Putin is bombing playgrounds, but has the nerve to call Ukraine a terrorist state.

Tim Black

Tim Black
Columnist

Topics Politics USA World

Russia began its latest escalation early on Monday morning. Cruise missiles, ‘kamikaze’ drones and other rockets were sent thudding into cities and towns across Ukraine, from Kharkiv in the east to Lviv in the west. It was the largest scale missile attack since the war began, and there was no let-up on Tuesday until an announcement later in the day from the Russian defence ministry: ‘The purpose of the strike has been achieved. All designated facilities have been hit.’

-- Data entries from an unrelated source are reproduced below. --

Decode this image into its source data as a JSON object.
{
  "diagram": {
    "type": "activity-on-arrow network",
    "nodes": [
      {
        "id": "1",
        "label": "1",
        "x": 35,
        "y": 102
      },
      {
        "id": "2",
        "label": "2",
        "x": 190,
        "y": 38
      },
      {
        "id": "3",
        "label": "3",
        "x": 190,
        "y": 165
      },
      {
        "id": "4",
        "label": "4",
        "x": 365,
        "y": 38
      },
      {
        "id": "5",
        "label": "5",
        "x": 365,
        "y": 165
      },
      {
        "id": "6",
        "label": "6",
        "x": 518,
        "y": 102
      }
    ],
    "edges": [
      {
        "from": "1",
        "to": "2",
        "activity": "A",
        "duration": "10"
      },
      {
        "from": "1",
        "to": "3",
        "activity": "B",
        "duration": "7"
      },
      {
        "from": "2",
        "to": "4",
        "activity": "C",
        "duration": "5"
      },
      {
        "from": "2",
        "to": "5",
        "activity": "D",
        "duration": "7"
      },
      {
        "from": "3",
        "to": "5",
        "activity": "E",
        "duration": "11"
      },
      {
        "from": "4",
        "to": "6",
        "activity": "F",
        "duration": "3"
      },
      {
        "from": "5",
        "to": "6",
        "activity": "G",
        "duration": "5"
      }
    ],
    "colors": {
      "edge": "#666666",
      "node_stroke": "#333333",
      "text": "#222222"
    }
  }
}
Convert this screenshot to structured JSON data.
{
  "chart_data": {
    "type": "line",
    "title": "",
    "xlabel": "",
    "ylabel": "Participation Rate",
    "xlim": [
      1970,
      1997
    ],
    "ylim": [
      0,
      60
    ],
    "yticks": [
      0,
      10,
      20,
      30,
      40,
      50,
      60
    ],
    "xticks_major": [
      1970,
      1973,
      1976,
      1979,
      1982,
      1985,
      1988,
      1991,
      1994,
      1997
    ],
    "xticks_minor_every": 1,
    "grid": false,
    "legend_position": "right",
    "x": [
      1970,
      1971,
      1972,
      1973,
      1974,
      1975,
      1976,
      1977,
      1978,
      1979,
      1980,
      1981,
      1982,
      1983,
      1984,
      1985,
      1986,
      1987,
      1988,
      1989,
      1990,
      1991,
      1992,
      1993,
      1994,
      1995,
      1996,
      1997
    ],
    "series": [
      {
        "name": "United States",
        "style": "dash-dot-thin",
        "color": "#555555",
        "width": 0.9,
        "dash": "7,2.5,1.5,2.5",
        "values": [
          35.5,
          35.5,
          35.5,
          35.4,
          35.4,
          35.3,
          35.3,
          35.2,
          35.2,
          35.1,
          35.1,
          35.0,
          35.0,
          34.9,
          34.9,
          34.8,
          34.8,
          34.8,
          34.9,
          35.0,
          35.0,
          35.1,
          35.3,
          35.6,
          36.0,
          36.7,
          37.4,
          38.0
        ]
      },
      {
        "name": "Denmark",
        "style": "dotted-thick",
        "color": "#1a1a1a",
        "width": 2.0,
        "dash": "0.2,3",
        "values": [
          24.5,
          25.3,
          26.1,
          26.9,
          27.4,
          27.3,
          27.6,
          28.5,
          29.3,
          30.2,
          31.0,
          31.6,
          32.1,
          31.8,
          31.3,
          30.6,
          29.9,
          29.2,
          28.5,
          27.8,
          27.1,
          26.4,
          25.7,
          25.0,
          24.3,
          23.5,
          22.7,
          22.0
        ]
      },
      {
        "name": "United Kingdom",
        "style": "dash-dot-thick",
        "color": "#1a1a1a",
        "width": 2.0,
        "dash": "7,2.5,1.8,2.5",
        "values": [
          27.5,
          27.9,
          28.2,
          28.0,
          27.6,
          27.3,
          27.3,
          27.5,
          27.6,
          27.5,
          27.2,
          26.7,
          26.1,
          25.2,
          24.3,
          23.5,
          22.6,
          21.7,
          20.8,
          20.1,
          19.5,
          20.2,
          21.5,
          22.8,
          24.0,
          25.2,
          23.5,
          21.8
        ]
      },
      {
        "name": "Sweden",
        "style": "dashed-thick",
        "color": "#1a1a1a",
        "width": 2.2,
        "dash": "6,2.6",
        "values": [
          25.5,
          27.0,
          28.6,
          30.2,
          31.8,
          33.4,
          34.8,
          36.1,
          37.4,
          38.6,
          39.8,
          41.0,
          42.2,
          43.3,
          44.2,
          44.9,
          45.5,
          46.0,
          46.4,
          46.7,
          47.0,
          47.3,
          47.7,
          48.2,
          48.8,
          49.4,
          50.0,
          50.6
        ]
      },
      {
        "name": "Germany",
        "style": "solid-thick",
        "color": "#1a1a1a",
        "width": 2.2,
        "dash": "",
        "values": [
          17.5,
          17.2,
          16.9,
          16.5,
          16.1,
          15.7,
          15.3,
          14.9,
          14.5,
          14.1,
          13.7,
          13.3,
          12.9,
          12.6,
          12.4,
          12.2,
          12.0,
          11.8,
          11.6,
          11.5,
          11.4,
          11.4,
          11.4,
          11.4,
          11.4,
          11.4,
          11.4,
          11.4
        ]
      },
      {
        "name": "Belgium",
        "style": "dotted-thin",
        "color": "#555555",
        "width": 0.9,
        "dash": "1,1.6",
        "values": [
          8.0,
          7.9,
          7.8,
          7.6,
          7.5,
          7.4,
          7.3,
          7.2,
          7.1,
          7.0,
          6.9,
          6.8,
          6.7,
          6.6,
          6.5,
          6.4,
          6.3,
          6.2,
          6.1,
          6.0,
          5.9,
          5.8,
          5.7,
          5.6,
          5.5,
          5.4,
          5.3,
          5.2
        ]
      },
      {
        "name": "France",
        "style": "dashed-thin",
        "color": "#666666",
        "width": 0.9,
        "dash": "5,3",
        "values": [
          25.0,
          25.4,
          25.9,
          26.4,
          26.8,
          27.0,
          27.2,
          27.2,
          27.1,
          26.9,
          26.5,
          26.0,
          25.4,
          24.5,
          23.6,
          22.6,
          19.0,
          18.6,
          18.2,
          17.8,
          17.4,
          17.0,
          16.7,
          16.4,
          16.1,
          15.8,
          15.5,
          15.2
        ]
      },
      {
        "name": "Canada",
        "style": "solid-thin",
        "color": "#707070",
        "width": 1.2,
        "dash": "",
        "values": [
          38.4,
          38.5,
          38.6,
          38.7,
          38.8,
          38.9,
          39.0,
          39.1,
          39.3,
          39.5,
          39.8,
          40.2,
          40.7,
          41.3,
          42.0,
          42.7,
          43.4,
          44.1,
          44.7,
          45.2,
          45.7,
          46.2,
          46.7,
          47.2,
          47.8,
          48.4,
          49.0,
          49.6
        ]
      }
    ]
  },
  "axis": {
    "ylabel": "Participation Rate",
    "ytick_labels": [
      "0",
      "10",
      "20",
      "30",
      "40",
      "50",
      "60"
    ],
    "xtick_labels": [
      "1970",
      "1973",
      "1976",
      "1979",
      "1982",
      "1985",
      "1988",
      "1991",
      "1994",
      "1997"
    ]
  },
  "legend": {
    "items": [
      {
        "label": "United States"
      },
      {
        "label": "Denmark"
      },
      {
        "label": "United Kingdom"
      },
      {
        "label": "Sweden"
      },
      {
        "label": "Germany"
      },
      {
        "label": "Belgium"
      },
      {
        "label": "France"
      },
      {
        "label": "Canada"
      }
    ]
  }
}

If by all ‘designated facilities’ the defence ministry means critical elements of Ukraine’s civil infrastructure, then it really was mission accomplished. As of this week’s attacks, Ukraine’s electricity network has been damaged significantly – there have been blackouts across Ukraine and continued reports of a lack of running water in certain areas. Not content with depriving Ukrainians of the means to power their homes and other basic utilities, Russia’s attacks on ‘designated facilities’ also took out a children’s playground and the German consulate in Kyiv, and caused significant damage to city and town centres. Thankfully, the death toll has so far been limited to double figures.

The Kremlin has dressed up this escalationary move as payback for the attack on the Kerch Bridge – a bridge that connects Crimea to the Russian mainland. ‘There’s no doubt [the bridge attack] was a terrorist act directed at the destruction of critically important civilian infrastructure of the Russian Federation’, said Vladimir Putin on Sunday, two days after the a section of the bridge was destroyed, most likely by a truck bomb.

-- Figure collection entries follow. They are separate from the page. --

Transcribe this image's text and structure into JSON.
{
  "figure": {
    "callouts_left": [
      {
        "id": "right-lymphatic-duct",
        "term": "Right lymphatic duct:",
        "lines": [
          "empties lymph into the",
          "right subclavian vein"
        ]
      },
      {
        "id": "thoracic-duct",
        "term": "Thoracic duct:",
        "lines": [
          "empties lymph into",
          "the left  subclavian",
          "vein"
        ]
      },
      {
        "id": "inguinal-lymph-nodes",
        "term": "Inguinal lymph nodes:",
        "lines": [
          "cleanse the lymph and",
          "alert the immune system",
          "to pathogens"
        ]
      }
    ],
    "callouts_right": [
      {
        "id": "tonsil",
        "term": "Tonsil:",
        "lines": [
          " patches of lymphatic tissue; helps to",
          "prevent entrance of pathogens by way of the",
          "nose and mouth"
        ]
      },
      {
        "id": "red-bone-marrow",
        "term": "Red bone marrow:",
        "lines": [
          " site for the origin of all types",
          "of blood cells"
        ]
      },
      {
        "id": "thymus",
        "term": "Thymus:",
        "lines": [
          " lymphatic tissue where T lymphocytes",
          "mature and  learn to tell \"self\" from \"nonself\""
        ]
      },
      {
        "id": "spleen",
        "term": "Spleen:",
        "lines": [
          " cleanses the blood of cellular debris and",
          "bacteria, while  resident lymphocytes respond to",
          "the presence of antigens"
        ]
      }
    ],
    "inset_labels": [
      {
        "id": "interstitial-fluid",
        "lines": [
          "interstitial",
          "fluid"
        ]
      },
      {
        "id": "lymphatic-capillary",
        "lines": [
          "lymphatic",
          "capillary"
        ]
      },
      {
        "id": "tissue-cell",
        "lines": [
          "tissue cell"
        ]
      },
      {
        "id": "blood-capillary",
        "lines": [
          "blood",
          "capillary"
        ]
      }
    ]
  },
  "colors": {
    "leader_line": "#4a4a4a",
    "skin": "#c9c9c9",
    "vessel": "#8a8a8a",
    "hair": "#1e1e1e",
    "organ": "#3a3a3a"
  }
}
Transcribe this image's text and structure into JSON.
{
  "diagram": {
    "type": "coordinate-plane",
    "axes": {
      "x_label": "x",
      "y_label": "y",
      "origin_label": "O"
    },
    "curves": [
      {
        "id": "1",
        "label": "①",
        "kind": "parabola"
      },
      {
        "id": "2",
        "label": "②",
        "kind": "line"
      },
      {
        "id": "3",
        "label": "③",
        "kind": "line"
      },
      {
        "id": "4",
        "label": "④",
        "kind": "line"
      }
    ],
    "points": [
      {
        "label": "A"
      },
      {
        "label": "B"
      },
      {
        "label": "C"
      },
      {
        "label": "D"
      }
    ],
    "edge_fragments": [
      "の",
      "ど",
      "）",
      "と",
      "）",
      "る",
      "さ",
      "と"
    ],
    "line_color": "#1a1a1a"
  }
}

A ‘terrorist attack’ on Russian ‘civilian infrastructure’? Putin certainly has a way with words. It’s true that the bridge, opened by a truck-driving Putin to much fanfare in 2018, does have a civilian function. But it also has a clear military function, as a crucial supply route for Russian military forces in southern Ukraine. This is why it is a legitimate target for Ukraine – not to strike terror into the heart of Russia, but to weaken the Russian invasion into the heart of Ukraine. (That is, assuming Ukraine is behind the attack at all – one of President Zelensky’s most senior advisers has suggested the Russians did it themselves.)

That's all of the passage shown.